The Tuwayl el-Suk is nothing but an open and windy flat, where the Hajj-caravan used to camp an adjoining ridge, the Hamra el-Tuwayl, shows spalled quartz, Wasm and memorial stones. The principal formation here is the mauve-purple conglomerate before described. After riding nine miles we came unexpectedly upon a large and curious ruin, backed by the broad Wady Damah gleaming white in the sun.

At noon we resumed a hot ride down the ugly, rocky watercourse, both of whose banks showed long lines of ruins. Presently, crossing a divide marked by two stone-heaps, we fell into the broader but equally unpicturesque Wady Salma. Wady Salma is the smallest and the northernmost of the three basins which we have just visited; the central being the Damah, and the southern Wady Shaghab-Aslah-Aznab.

The track lay down the Wady Dahal and other influents of the great Wady Sa'luwwah, a main feeder of the Damah. We made a considerable detour between south-south-east and south-east to avoid the rocks and stones discharged by the valleys of the Shafah range on our left.

The site of Shuwak is a long island in the broad sandy Wady of the same name, which, as has been remarked, feeds the Damah. Its thalweg has shifted again and again: the main line now hugs the southern or left bank, under the slopes and folds of the Jebel el-Sani'; whilst a smaller branch, on the northern side, is subtended by the stony divide last crossed.

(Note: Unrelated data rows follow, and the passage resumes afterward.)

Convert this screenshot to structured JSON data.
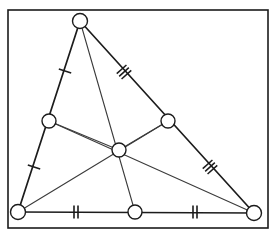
{
  "figure": {
    "canvas": {
      "width": 275,
      "height": 237
    },
    "colors": {
      "background": "#ffffff",
      "frame_stroke": "#1b1b1b",
      "side_stroke": "#1c1c1c",
      "median_stroke": "#3b3b3b",
      "midsegment_stroke": "#3b3b3b",
      "tick_stroke": "#1b1b1b",
      "node_fill": "#ffffff",
      "node_stroke": "#1b1b1b"
    },
    "frame": {
      "x": 8,
      "y": 10,
      "width": 260,
      "height": 218,
      "stroke_width": 1.6
    }
  },
  "points": {
    "apex": {
      "name": "apex-vertex",
      "x": 80,
      "y": 21,
      "r": 7.5
    },
    "bottom_left": {
      "name": "bottom-left-vertex",
      "x": 18,
      "y": 212,
      "r": 7.5
    },
    "bottom_right": {
      "name": "bottom-right-vertex",
      "x": 254,
      "y": 213,
      "r": 7.5
    },
    "left_midpoint": {
      "name": "left-side-midpoint",
      "x": 49,
      "y": 121,
      "r": 7
    },
    "right_midpoint": {
      "name": "right-side-midpoint",
      "x": 168,
      "y": 121,
      "r": 7
    },
    "bottom_midpoint": {
      "name": "bottom-side-midpoint",
      "x": 135,
      "y": 212,
      "r": 7
    },
    "centroid": {
      "name": "centroid",
      "x": 119,
      "y": 150,
      "r": 7
    }
  },
  "sides": [
    {
      "name": "side-apex-to-bottom-left",
      "x1": 80,
      "y1": 21,
      "x2": 18,
      "y2": 212,
      "stroke_width": 1.7
    },
    {
      "name": "side-apex-to-bottom-right",
      "x1": 80,
      "y1": 21,
      "x2": 254,
      "y2": 213,
      "stroke_width": 1.7
    },
    {
      "name": "side-bottom-left-to-bottom-right",
      "x1": 18,
      "y1": 212,
      "x2": 254,
      "y2": 213,
      "stroke_width": 1.7
    }
  ],
  "medians": [
    {
      "name": "median-apex-to-bottom-midpoint",
      "x1": 80,
      "y1": 21,
      "x2": 135,
      "y2": 212,
      "stroke_width": 1.1
    },
    {
      "name": "median-bottom-left-to-right-midpoint",
      "x1": 18,
      "y1": 212,
      "x2": 168,
      "y2": 121,
      "stroke_width": 1.1
    },
    {
      "name": "median-bottom-right-to-left-midpoint",
      "x1": 254,
      "y1": 213,
      "x2": 49,
      "y2": 121,
      "stroke_width": 1.1
    }
  ],
  "midsegments": [
    {
      "name": "midsegment-left-to-centroid",
      "x1": 49,
      "y1": 121,
      "x2": 119,
      "y2": 150,
      "stroke_width": 1.1
    },
    {
      "name": "midsegment-centroid-to-right",
      "x1": 119,
      "y1": 150,
      "x2": 168,
      "y2": 121,
      "stroke_width": 1.1
    }
  ],
  "tick_marks": [
    {
      "name": "tick-group-upper-left-single",
      "count": 1,
      "x": 65,
      "y": 71,
      "angle": -72,
      "length": 13,
      "spacing": 4,
      "stroke_width": 1.5
    },
    {
      "name": "tick-group-lower-left-single",
      "count": 1,
      "x": 34,
      "y": 167,
      "angle": -72,
      "length": 13,
      "spacing": 4,
      "stroke_width": 1.5
    },
    {
      "name": "tick-group-upper-right-triple",
      "count": 3,
      "x": 124,
      "y": 72,
      "angle": 48,
      "length": 13,
      "spacing": 3.6,
      "stroke_width": 1.5
    },
    {
      "name": "tick-group-lower-right-triple",
      "count": 3,
      "x": 210,
      "y": 167,
      "angle": 48,
      "length": 13,
      "spacing": 3.6,
      "stroke_width": 1.5
    },
    {
      "name": "tick-group-bottom-left-double",
      "count": 2,
      "x": 76,
      "y": 212,
      "angle": 0,
      "length": 13,
      "spacing": 4,
      "stroke_width": 1.6
    },
    {
      "name": "tick-group-bottom-right-double",
      "count": 2,
      "x": 195,
      "y": 212,
      "angle": 0,
      "length": 13,
      "spacing": 4,
      "stroke_width": 1.6
    }
  ]
}
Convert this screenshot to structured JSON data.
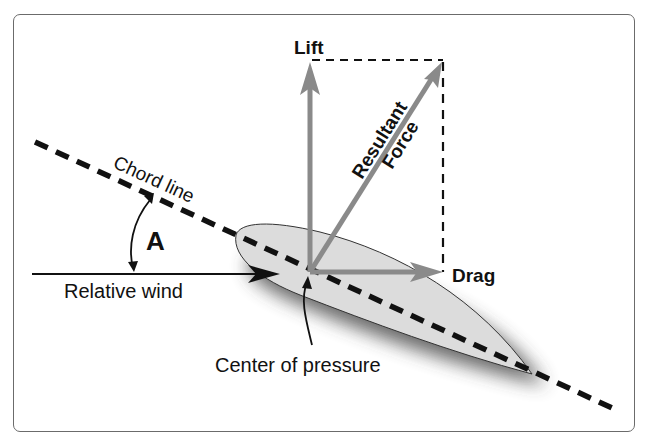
{
  "diagram": {
    "labels": {
      "lift": "Lift",
      "drag": "Drag",
      "resultant_line1": "Resultant",
      "resultant_line2": "Force",
      "chord_line": "Chord line",
      "angle": "A",
      "relative_wind": "Relative wind",
      "center_of_pressure": "Center of pressure"
    },
    "colors": {
      "force_arrow": "#8a8a8a",
      "airfoil_fill": "#dcdcdc",
      "line": "#111111",
      "frame": "#6b6b6b"
    }
  }
}
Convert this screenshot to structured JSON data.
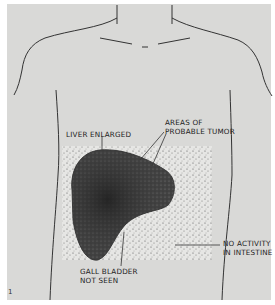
{
  "figure": {
    "type": "anatomical diagram with liver scintiscan inset",
    "labels": {
      "liver_enlarged": "LIVER ENLARGED",
      "tumor_line1": "AREAS OF",
      "tumor_line2": "PROBABLE TUMOR",
      "intestine_line1": "NO ACTIVITY",
      "intestine_line2": "IN INTESTINE",
      "gall_line1": "GALL BLADDER",
      "gall_line2": "NOT SEEN"
    },
    "figure_number": "1",
    "colors": {
      "background": "#d9d9d7",
      "scan_background": "#e8e8e6",
      "scan_dots": "#2a2a2a",
      "outline": "#333333"
    }
  }
}
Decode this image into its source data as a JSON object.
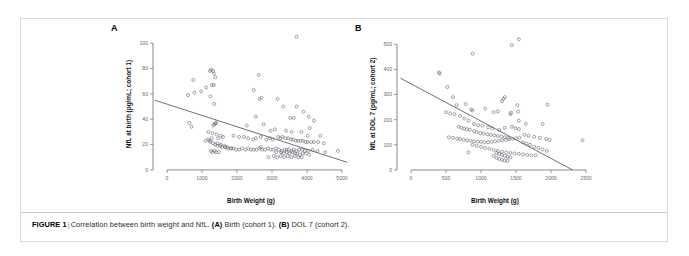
{
  "figure": {
    "caption_label": "FIGURE 1",
    "caption_separator": "|",
    "caption_text_1": "Correlation between birth weight and NfL.",
    "caption_marker_a": "(A)",
    "caption_text_a": "Birth (cohort 1).",
    "caption_marker_b": "(B)",
    "caption_text_b": "DOL 7 (cohort 2).",
    "border_color": "#d9d9d9"
  },
  "chart_data": [
    {
      "type": "scatter",
      "panel": "A",
      "panel_label": "A",
      "title": "",
      "xlabel": "Birth Weight (g)",
      "ylabel": "NfL at birth (pg/mL; cohort 1)",
      "xlim": [
        -400,
        5200
      ],
      "ylim": [
        -4,
        108
      ],
      "xticks": [
        0,
        1000,
        2000,
        3000,
        4000,
        5000
      ],
      "yticks": [
        0,
        20,
        40,
        60,
        80,
        100
      ],
      "grid": false,
      "legend": "none",
      "marker": "open-circle",
      "marker_color": "#5a5a66",
      "fit_line": {
        "x0": -350,
        "y0": 55,
        "x1": 5150,
        "y1": 6
      },
      "x": [
        3700,
        1230,
        1340,
        1260,
        1320,
        2620,
        750,
        1380,
        1280,
        1340,
        1120,
        980,
        780,
        600,
        1240,
        1350,
        2480,
        2700,
        2640,
        3160,
        3700,
        3320,
        3900,
        4050,
        3520,
        4200,
        3620,
        2540,
        4080,
        640,
        700,
        1390,
        1400,
        1320,
        1360,
        2280,
        2760,
        3080,
        2960,
        3400,
        3560,
        3840,
        4020,
        4380,
        1180,
        1300,
        1420,
        1540,
        1600,
        1280,
        1220,
        1460,
        1900,
        2060,
        2200,
        2320,
        2460,
        2540,
        2680,
        2840,
        2940,
        3020,
        3180,
        3240,
        3300,
        3380,
        3460,
        3540,
        3600,
        3680,
        3740,
        3820,
        3880,
        3960,
        4020,
        4120,
        4200,
        4320,
        4480,
        4880,
        1100,
        1180,
        1240,
        1320,
        1380,
        1440,
        1520,
        1580,
        1660,
        1740,
        1820,
        1900,
        1980,
        2060,
        2140,
        2240,
        2320,
        2400,
        2480,
        2560,
        2640,
        2720,
        2800,
        2880,
        2960,
        3040,
        3120,
        3200,
        3280,
        3360,
        3420,
        3480,
        3560,
        3620,
        3700,
        3780,
        3860,
        3940,
        4040,
        4160,
        4300,
        4520,
        1440,
        1540,
        1640,
        1720,
        1840,
        2680,
        3120,
        3260,
        3340,
        3420,
        3500,
        3580,
        3660,
        3720,
        3800,
        3880,
        3960,
        4060,
        1260,
        1300,
        1360,
        1400,
        1480,
        2900,
        3050,
        3150,
        3250,
        3350,
        3450,
        3550,
        3650,
        3750,
        3850
      ],
      "y": [
        105,
        78,
        76,
        79,
        78,
        75,
        71,
        73,
        67,
        67,
        65,
        62,
        61,
        59,
        58,
        52,
        63,
        57,
        56,
        56,
        50,
        50,
        46,
        42,
        41,
        39,
        41,
        42,
        33,
        37,
        34,
        37,
        37,
        35,
        36,
        35,
        36,
        32,
        31,
        31,
        30,
        30,
        27,
        27,
        30,
        29,
        28,
        27,
        26,
        25,
        23,
        25,
        27,
        26,
        26,
        25,
        24,
        25,
        26,
        24,
        25,
        24,
        26,
        25,
        26,
        25,
        25,
        24,
        24,
        23,
        23,
        23,
        23,
        22,
        22,
        22,
        22,
        22,
        21,
        15,
        23,
        24,
        22,
        21,
        20,
        19,
        19,
        18,
        18,
        17,
        17,
        17,
        16,
        16,
        17,
        16,
        17,
        16,
        16,
        16,
        17,
        16,
        16,
        17,
        16,
        16,
        17,
        16,
        15,
        16,
        16,
        16,
        15,
        16,
        15,
        16,
        16,
        15,
        15,
        16,
        15,
        14,
        21,
        20,
        19,
        18,
        17,
        18,
        14,
        14,
        13,
        14,
        13,
        14,
        13,
        13,
        12,
        13,
        13,
        12,
        15,
        14,
        15,
        14,
        14,
        10,
        11,
        10,
        11,
        10,
        11,
        10,
        11,
        10,
        10
      ]
    },
    {
      "type": "scatter",
      "panel": "B",
      "panel_label": "B",
      "title": "",
      "xlabel": "Birth Weight (g)",
      "ylabel": "NfL at DOL 7 (pg/mL; cohort 2)",
      "xlim": [
        -200,
        2600
      ],
      "ylim": [
        -20,
        545
      ],
      "xticks": [
        0,
        500,
        1000,
        1500,
        2000,
        2500
      ],
      "yticks": [
        0,
        100,
        200,
        300,
        400,
        500
      ],
      "grid": false,
      "legend": "none",
      "marker": "open-circle",
      "marker_color": "#5a5a66",
      "fit_line": {
        "x0": -150,
        "y0": 365,
        "x1": 2310,
        "y1": 0
      },
      "x": [
        1540,
        1440,
        880,
        400,
        410,
        520,
        1340,
        1320,
        1300,
        1520,
        1530,
        1950,
        600,
        650,
        780,
        860,
        880,
        1060,
        1180,
        1240,
        1430,
        500,
        560,
        620,
        700,
        760,
        820,
        900,
        960,
        1020,
        1100,
        1160,
        1260,
        1340,
        1420,
        1540,
        1640,
        1880,
        680,
        720,
        760,
        800,
        840,
        900,
        940,
        990,
        1040,
        1090,
        1140,
        1190,
        1240,
        1290,
        1340,
        1390,
        1440,
        1490,
        1540,
        1620,
        1680,
        1760,
        1840,
        1930,
        1980,
        2450,
        540,
        600,
        660,
        700,
        750,
        800,
        850,
        900,
        950,
        1000,
        1050,
        1100,
        1150,
        1200,
        1250,
        1300,
        1350,
        1400,
        1450,
        1500,
        1550,
        1600,
        1650,
        1700,
        1760,
        1820,
        1880,
        1940,
        820,
        880,
        940,
        1000,
        1060,
        1120,
        1180,
        1240,
        1300,
        1360,
        1420,
        1480,
        1540,
        1600,
        1660,
        1720,
        1780,
        1180,
        1220,
        1260,
        1300,
        1340,
        1380,
        1420,
        1220,
        1260,
        1300,
        1340,
        1380
      ],
      "y": [
        520,
        497,
        463,
        388,
        383,
        330,
        290,
        283,
        274,
        258,
        232,
        260,
        290,
        258,
        262,
        240,
        237,
        244,
        230,
        233,
        228,
        230,
        225,
        222,
        215,
        205,
        196,
        183,
        178,
        176,
        170,
        166,
        160,
        168,
        222,
        196,
        184,
        183,
        172,
        168,
        165,
        162,
        160,
        155,
        150,
        147,
        145,
        142,
        140,
        138,
        135,
        133,
        130,
        128,
        172,
        166,
        163,
        140,
        137,
        132,
        128,
        124,
        120,
        118,
        130,
        128,
        125,
        123,
        120,
        118,
        116,
        114,
        113,
        112,
        110,
        110,
        112,
        114,
        116,
        118,
        120,
        122,
        124,
        126,
        128,
        110,
        105,
        100,
        92,
        88,
        82,
        76,
        70,
        100,
        96,
        92,
        88,
        84,
        80,
        76,
        72,
        70,
        68,
        66,
        64,
        62,
        60,
        58,
        58,
        56,
        68,
        64,
        60,
        56,
        52,
        50,
        48,
        44,
        40,
        38,
        36,
        34
      ]
    }
  ]
}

The next morning saw the Expedition afoot at six a.m., determined to make up for a half by the whole day's work so long intended. This line seems to drain inland; presently it bends round by the east and feeds the Wady Damah. Rain must lately have fallen, for the earth is "purfled flowers," pink, white, and yellow.

Heaps of rounded boulders, and the crumbling white-edged mounds which, in these regions, always denote old habitations, run down the right bank of the Wady el-Khandaki to its junction with the Damah. Half an hour more placed us at the great Wady, whose general direction is here west with a little southing, and which still merits its fame as an Arabian Arcadia.

After three miles we passed, on the left, ruins of long walls and Arab Wasm, with white memorial stones perched on black. In front rose the tall Jebel Tulayh, buttressing the right or northern bank of the Damah; and behind it, stained faint-blue by distance, floated in the flickering mirage the familiar forms of the Tihamah range, a ridge now broken into half a dozen blocks.